Towering about us are banks and other financial institutions that profit from war. War, for some, is a business. And across this country lies a labyrinth of military industries that produce nothing but instruments of death. And some of us once served these forces. It is death we defy, not our own death, but the vast enterprise of death. The dark, primeval lusts for power and personal wealth, the hypermasculine language of war and patriotism, are used to justify the slaughter of the weak and the innocent and mock justice. … And we will not use these words of war.

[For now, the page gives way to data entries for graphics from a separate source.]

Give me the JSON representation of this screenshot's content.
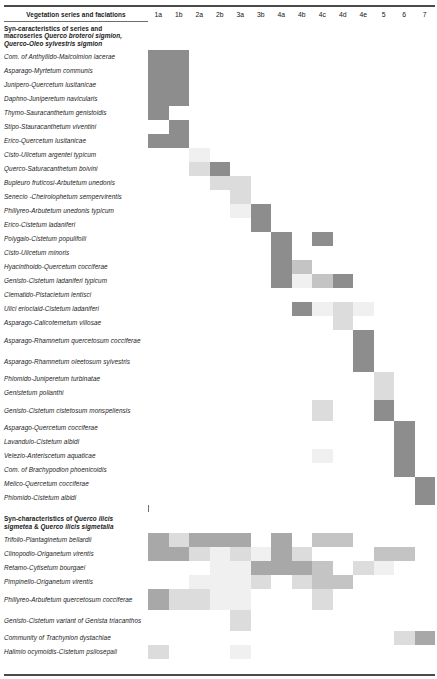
{
  "table": {
    "label_column_header": "Vegetation series and faciations",
    "column_headers": [
      "1a",
      "1b",
      "2a",
      "2b",
      "3a",
      "3b",
      "4a",
      "4b",
      "4c",
      "4d",
      "4e",
      "5",
      "6",
      "7"
    ],
    "shade_palette": {
      "s0": "#ffffff",
      "s1": "#f0f0f0",
      "s2": "#dcdcdc",
      "s3": "#c4c4c4",
      "s4": "#a8a8a8",
      "s5": "#8d8d8d"
    },
    "sections": [
      {
        "id": "section-1",
        "title": "Syn-caracteristics  of series and macroseries Querco broteroi sigmion, Querco-Oleo sylvestris sigmion",
        "title_plain_1": "Syn-caracteristics  of series and",
        "title_plain_2": "macroseries ",
        "title_italic_1": "Querco broteroi sigmion,",
        "title_italic_2": "Querco-Oleo sylvestris sigmion",
        "rows": [
          {
            "label": "Com. of Anthyllido-Malcolmion lacerae",
            "cells": [
              5,
              5,
              0,
              0,
              0,
              0,
              0,
              0,
              0,
              0,
              0,
              0,
              0,
              0
            ]
          },
          {
            "label": "Asparago-Myrtetum communis",
            "cells": [
              5,
              5,
              0,
              0,
              0,
              0,
              0,
              0,
              0,
              0,
              0,
              0,
              0,
              0
            ]
          },
          {
            "label": "Junipero-Quercetum lusitanicae",
            "cells": [
              5,
              5,
              0,
              0,
              0,
              0,
              0,
              0,
              0,
              0,
              0,
              0,
              0,
              0
            ]
          },
          {
            "label": "Daphno-Juniperetum navicularis",
            "cells": [
              5,
              5,
              0,
              0,
              0,
              0,
              0,
              0,
              0,
              0,
              0,
              0,
              0,
              0
            ]
          },
          {
            "label": "Thymo-Sauracanthetum genistoidis",
            "cells": [
              5,
              0,
              0,
              0,
              0,
              0,
              0,
              0,
              0,
              0,
              0,
              0,
              0,
              0
            ]
          },
          {
            "label": "Stipo-Stauracanthetum viventini",
            "cells": [
              0,
              5,
              0,
              0,
              0,
              0,
              0,
              0,
              0,
              0,
              0,
              0,
              0,
              0
            ]
          },
          {
            "label": "Erico-Quercetum lusitanicae",
            "cells": [
              5,
              5,
              0,
              0,
              0,
              0,
              0,
              0,
              0,
              0,
              0,
              0,
              0,
              0
            ]
          },
          {
            "label": "Cisto-Ulicetum argentei typicum",
            "cells": [
              0,
              0,
              1,
              0,
              0,
              0,
              0,
              0,
              0,
              0,
              0,
              0,
              0,
              0
            ]
          },
          {
            "label": "Querco-Saturacanthetum boivini",
            "cells": [
              0,
              0,
              2,
              5,
              0,
              0,
              0,
              0,
              0,
              0,
              0,
              0,
              0,
              0
            ]
          },
          {
            "label": "Bupleuro fruticosi-Arbutetum unedonis",
            "cells": [
              0,
              0,
              0,
              2,
              2,
              0,
              0,
              0,
              0,
              0,
              0,
              0,
              0,
              0
            ]
          },
          {
            "label": "Senecio -Cheirolophetum sempervirentis",
            "cells": [
              0,
              0,
              0,
              0,
              2,
              0,
              0,
              0,
              0,
              0,
              0,
              0,
              0,
              0
            ]
          },
          {
            "label": "Phillyreo-Arbutetum unedonis typicum",
            "cells": [
              0,
              0,
              0,
              0,
              1,
              5,
              0,
              0,
              0,
              0,
              0,
              0,
              0,
              0
            ]
          },
          {
            "label": "Erico-Cistetum ladaniferi",
            "cells": [
              0,
              0,
              0,
              0,
              0,
              5,
              0,
              0,
              0,
              0,
              0,
              0,
              0,
              0
            ]
          },
          {
            "label": "Polygalo-Cistetum populifolii",
            "cells": [
              0,
              0,
              0,
              0,
              0,
              0,
              5,
              0,
              5,
              0,
              0,
              0,
              0,
              0
            ]
          },
          {
            "label": "Cisto-Ulicetum minoris",
            "cells": [
              0,
              0,
              0,
              0,
              0,
              0,
              5,
              0,
              0,
              0,
              0,
              0,
              0,
              0
            ]
          },
          {
            "label": "Hyacinthoido-Quercetum cocciferae",
            "cells": [
              0,
              0,
              0,
              0,
              0,
              0,
              5,
              3,
              0,
              0,
              0,
              0,
              0,
              0
            ]
          },
          {
            "label": "Genisto-Cistetum ladaniferi typicum",
            "cells": [
              0,
              0,
              0,
              0,
              0,
              0,
              5,
              1,
              3,
              5,
              0,
              0,
              0,
              0
            ]
          },
          {
            "label": "Clematido-Pistacietum lentisci",
            "cells": [
              0,
              0,
              0,
              0,
              0,
              0,
              0,
              0,
              0,
              0,
              0,
              0,
              0,
              0
            ]
          },
          {
            "label": "Ulici erioclaid-Cistetum ladaniferi",
            "cells": [
              0,
              0,
              0,
              0,
              0,
              0,
              0,
              5,
              1,
              2,
              1,
              0,
              0,
              0
            ]
          },
          {
            "label": "Asparago-Calicotemetum villosae",
            "cells": [
              0,
              0,
              0,
              0,
              0,
              0,
              0,
              0,
              0,
              2,
              0,
              0,
              0,
              0
            ]
          },
          {
            "label": "Asparago-Rhamnetum quercetosum cocciferae",
            "cells": [
              0,
              0,
              0,
              0,
              0,
              0,
              0,
              0,
              0,
              0,
              5,
              0,
              0,
              0
            ]
          },
          {
            "label": "Asparago-Rhamnetum oleetosum sylvestris",
            "cells": [
              0,
              0,
              0,
              0,
              0,
              0,
              0,
              0,
              0,
              0,
              5,
              0,
              0,
              0
            ]
          },
          {
            "label": "Phlomido-Juniperetum turbinatae",
            "cells": [
              0,
              0,
              0,
              0,
              0,
              0,
              0,
              0,
              0,
              0,
              0,
              2,
              0,
              0
            ]
          },
          {
            "label": "Genistetum polianthi",
            "cells": [
              0,
              0,
              0,
              0,
              0,
              0,
              0,
              0,
              0,
              0,
              0,
              2,
              0,
              0
            ]
          },
          {
            "label": "Genisto-Cistetum cistetosum monspeliensis",
            "cells": [
              0,
              0,
              0,
              0,
              0,
              0,
              0,
              0,
              2,
              0,
              0,
              5,
              0,
              0
            ]
          },
          {
            "label": "Asparago-Quercetum cocciferae",
            "cells": [
              0,
              0,
              0,
              0,
              0,
              0,
              0,
              0,
              0,
              0,
              0,
              0,
              5,
              0
            ]
          },
          {
            "label": "Lavandulo-Cistetum albidi",
            "cells": [
              0,
              0,
              0,
              0,
              0,
              0,
              0,
              0,
              0,
              0,
              0,
              0,
              5,
              0
            ]
          },
          {
            "label": "Velezio-Anteriscetum aquaticae",
            "cells": [
              0,
              0,
              0,
              0,
              0,
              0,
              0,
              0,
              1,
              0,
              0,
              0,
              5,
              0
            ]
          },
          {
            "label": "Com. of Brachypodion phoenicoidis",
            "cells": [
              0,
              0,
              0,
              0,
              0,
              0,
              0,
              0,
              0,
              0,
              0,
              0,
              5,
              0
            ]
          },
          {
            "label": "Melico-Quercetum cocciferae",
            "cells": [
              0,
              0,
              0,
              0,
              0,
              0,
              0,
              0,
              0,
              0,
              0,
              0,
              0,
              5
            ]
          },
          {
            "label": "Phlomido-Cistetum albidi",
            "cells": [
              0,
              0,
              0,
              0,
              0,
              0,
              0,
              0,
              0,
              0,
              0,
              0,
              0,
              5
            ]
          }
        ]
      },
      {
        "id": "section-2",
        "title": "Syn-characteristics of Querco ilicis sigmetea & Querco ilicis sigmetalia",
        "title_plain_1": "Syn-characteristics of ",
        "title_italic_1": "Querco ilicis",
        "title_plain_2": "sigmetea",
        "title_plain_3": " & ",
        "title_italic_2": "Querco ilicis sigmetalia",
        "rows": [
          {
            "label": "Trifolio-Plantaginetum bellardii",
            "cells": [
              4,
              2,
              4,
              4,
              4,
              0,
              4,
              0,
              3,
              3,
              0,
              0,
              0,
              0
            ]
          },
          {
            "label": "Clinopodio-Origanetum virentis",
            "cells": [
              4,
              4,
              2,
              1,
              2,
              1,
              4,
              2,
              0,
              0,
              0,
              3,
              3,
              0
            ]
          },
          {
            "label": "Retamo-Cytisetum bourgaei",
            "cells": [
              0,
              0,
              0,
              1,
              1,
              4,
              4,
              4,
              3,
              0,
              2,
              1,
              0,
              0
            ]
          },
          {
            "label": "Pimpinello-Origanetum virentis",
            "cells": [
              0,
              0,
              1,
              1,
              1,
              2,
              0,
              2,
              3,
              3,
              0,
              0,
              0,
              0
            ]
          },
          {
            "label": "Phillyreo-Arbufetum quercetosum cocciferae",
            "cells": [
              4,
              2,
              2,
              1,
              1,
              0,
              0,
              0,
              2,
              0,
              0,
              0,
              0,
              0
            ]
          },
          {
            "label": "Genisto-Cistetum variant of Genista triacanthos",
            "cells": [
              0,
              0,
              0,
              0,
              2,
              0,
              0,
              0,
              0,
              0,
              0,
              0,
              0,
              0
            ]
          },
          {
            "label": "Community of Trachynion dystachiae",
            "cells": [
              0,
              0,
              0,
              0,
              0,
              0,
              0,
              0,
              0,
              0,
              0,
              0,
              2,
              4
            ]
          },
          {
            "label": "Halimio ocymoidis-Cistetum psilosepali",
            "cells": [
              2,
              0,
              0,
              0,
              1,
              0,
              0,
              0,
              0,
              0,
              0,
              0,
              0,
              0
            ]
          }
        ]
      }
    ]
  }
}
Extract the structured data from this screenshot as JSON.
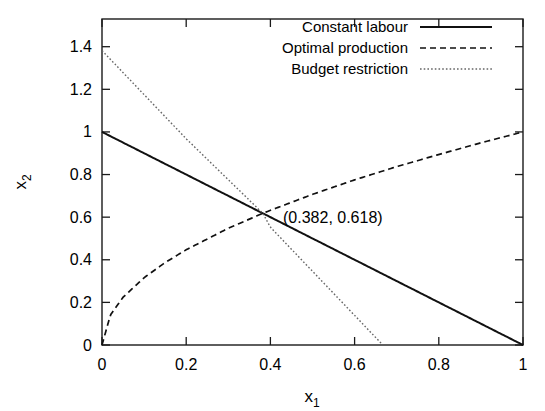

We cannot flee from evil. Some of us have tried through drink and drugs and self-destructiveness. Evil is always with us. It is because we know evil, our own evil, that we do not let go, do not surrender. It is because we know evil that we resist. It is because we know violence that we are nonviolent. And we know that it is not about us; war taught us that. It is about the other, lying by the side of the road. It is about reaching down in defiance of creeds and oaths, in defiance of religion and nationality, and lifting our enemy up. All acts of healing and love—and the defiance of war is an affirmation of love—allow us to shout out to the vast powers of the universe that, however broken we are, we are not yet helpless, however much we despair we are not yet without hope, however weak we may feel, we will always, always, always resist. And it is in this act of resistance that we find our salvation.

Chris Hedges, from a talk given Sunday night in New York City at a protest denouncing the 11th anniversary of the war in Afghanistan. The event, at the Vietnam Veterans Memorial, was led by Veterans for Peace.

Members of the organization were later arrested by the NYPD as they read the names of the war dead, including 85-year-old World War II veteran Jay Wenk.